Write a bash script to indent code blocks in a bash source file.
Conditions:
The source file will contain only printing characters, spaces, and newlines.
The source file will contain only valid bash code. It is not necessary to check for invalid input.
The source file will not contain function declarations.
The source file may contain random indentation.
The source file may contain nested blocks.
In the source file keywords while/until/for/case/if/done/esac/elif/else/fi will be the first words on a line and will not be quoted.
Requirements:
Read from standard input, write to standard output.
Lines inside a while/until/for block should indented two spaces. If the block's done is the first word on a line it should begin in the same column as the while/until/for .
Lines inside a case block should indented two spaces. If the block's esac is the first word on a line it should begin in the same column as the case .
Lines inside an if block should indented two spaces. If the block's elif/else/fi is the first word on a line it should begin in the same column as the if .
Lines with # in the first column should not be indented.
Lines not inside any block should not be indented.

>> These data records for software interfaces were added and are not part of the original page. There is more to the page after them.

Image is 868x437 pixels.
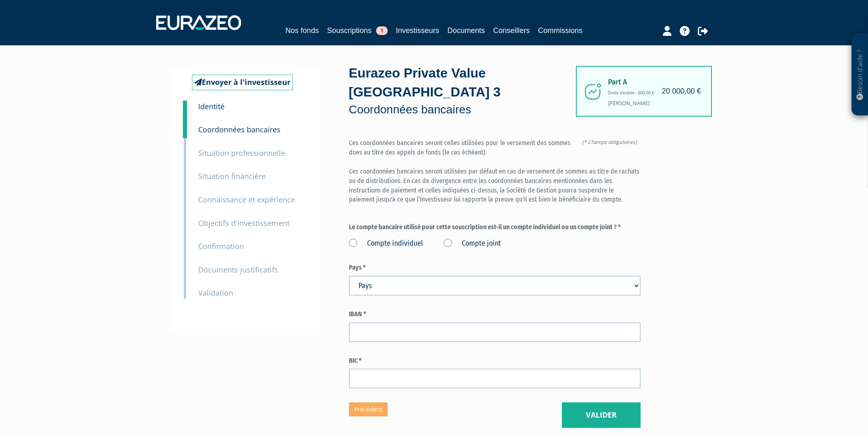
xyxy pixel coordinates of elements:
[198,242,243,251] small: Confirmation
[662,88,701,95] h4: 20 000,00 €
[855,38,865,112] p: Besoin d'aide ?
[349,101,575,117] p: Coordonnées bancaires
[198,265,278,274] small: Documents justificatifs
[582,139,641,145] span: (* Champs obligatoires)
[183,113,187,138] a: 2
[444,239,501,249] label: Compte joint
[183,100,187,117] a: 1
[349,402,388,416] a: Précédent
[349,263,641,272] label: Pays *
[198,171,266,181] small: Situation financière
[327,25,388,37] a: Souscriptions1
[349,239,423,249] label: Compte individuel
[198,148,285,158] small: Situation professionnelle
[608,78,699,87] span: Part A
[156,15,242,30] img: 1732889491-logotype_eurazeo_blanc_rvb.png
[198,218,290,228] small: Objectifs d'investissement
[494,25,530,37] a: Conseillers
[576,66,712,116] div: [PERSON_NAME]
[349,356,641,366] label: BIC *
[349,310,641,319] label: IBAN *
[198,288,233,297] small: Validation
[349,64,575,117] div: Eurazeo Private Value [GEOGRAPHIC_DATA] 3
[349,222,641,232] label: Le compte bancaire utilisé pour cette souscription est-il un compte individuel ou un compte joint...
[349,139,641,204] p: Ces coordonnées bancaires seront celles utilisées pour le versement des sommes dues au titre des ...
[376,26,388,35] span: 1
[538,25,582,37] a: Commissions
[286,25,319,38] a: Nos fonds
[447,25,485,37] a: Documents
[198,124,281,135] small: Coordonnées bancaires
[192,75,293,90] a: Envoyer à l'investisseur
[198,101,224,112] small: Identité
[608,90,699,95] h6: Droits d'entrée : 600,00 €
[562,402,641,427] button: Valider
[198,194,295,204] small: Connaissance et expérience
[396,25,439,37] a: Investisseurs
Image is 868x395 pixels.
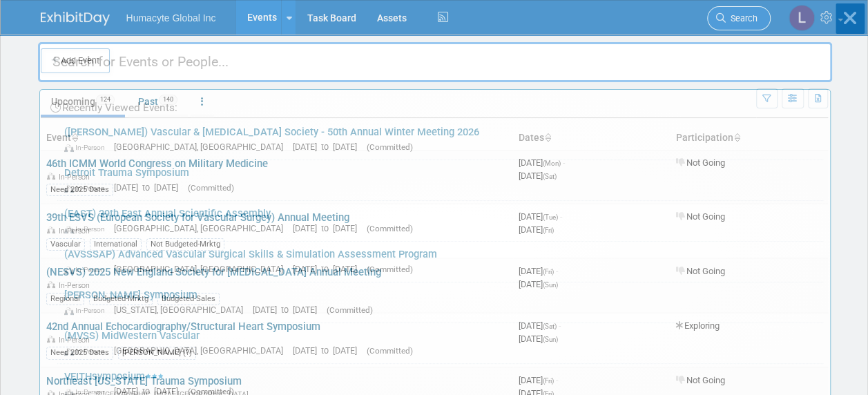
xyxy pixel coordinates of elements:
[64,347,111,356] span: In-Person
[57,160,823,200] a: Detroit Trauma Symposium In-Person [DATE] to [DATE] (Committed)
[57,201,823,242] a: (EAST) 39th East Annual Scientific Assembly In-Person [GEOGRAPHIC_DATA], [GEOGRAPHIC_DATA] [DATE]...
[64,224,111,234] span: In-Person
[64,266,111,274] span: In-Person
[114,345,290,356] span: [GEOGRAPHIC_DATA], [GEOGRAPHIC_DATA]
[367,224,413,234] span: (Committed)
[64,184,111,193] span: In-Person
[188,183,234,193] span: (Committed)
[57,283,823,323] a: [PERSON_NAME] Symposium In-Person [US_STATE], [GEOGRAPHIC_DATA] [DATE] to [DATE] (Committed)
[38,42,832,82] input: Search for Events or People...
[64,306,111,315] span: In-Person
[114,182,185,193] span: [DATE] to [DATE]
[367,265,413,274] span: (Committed)
[114,264,290,274] span: [GEOGRAPHIC_DATA], [GEOGRAPHIC_DATA]
[293,223,364,234] span: [DATE] to [DATE]
[114,142,290,152] span: [GEOGRAPHIC_DATA], [GEOGRAPHIC_DATA]
[114,305,250,315] span: [US_STATE], [GEOGRAPHIC_DATA]
[114,223,290,234] span: [GEOGRAPHIC_DATA], [GEOGRAPHIC_DATA]
[367,142,413,152] span: (Committed)
[57,323,823,363] a: (MVSS) MidWestern Vascular In-Person [GEOGRAPHIC_DATA], [GEOGRAPHIC_DATA] [DATE] to [DATE] (Commi...
[64,143,111,152] span: In-Person
[47,90,823,120] div: Recently Viewed Events:
[57,120,823,159] a: ([PERSON_NAME]) Vascular & [MEDICAL_DATA] Society - 50th Annual Winter Meeting 2026 In-Person [GE...
[57,242,823,282] a: (AVSSSAP) Advanced Vascular Surgical Skills & Simulation Assessment Program In-Person [GEOGRAPHIC...
[293,264,364,274] span: [DATE] to [DATE]
[327,306,373,315] span: (Committed)
[367,346,413,356] span: (Committed)
[293,345,364,356] span: [DATE] to [DATE]
[253,305,324,315] span: [DATE] to [DATE]
[293,142,364,152] span: [DATE] to [DATE]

Be sure your program includes all of the following:
comments with your name, the date, and the assignment
comments with instructions for using the program
descriptive names and/or comments explaining variables & functions
indentation of code blocks
comments explaining any non-obvious control flow
The program is due Tuesday May 17 at midnight. Submit your program by email on our class server with:
mail -s 'assignment 1' stuart < source-file
where source-file is the name of your program file.
Hints:
work on the simplest cases first
think about the structure of your data and logic before you write any code
start with the smallest possible amount of code
make sure your existing code works before adding new code
add the smallest possible amount of new code, then test again
output variable values, loop counts, etc. for debugging
test your code with a variety of inputs
anticipate error conditions and handle them gracefully.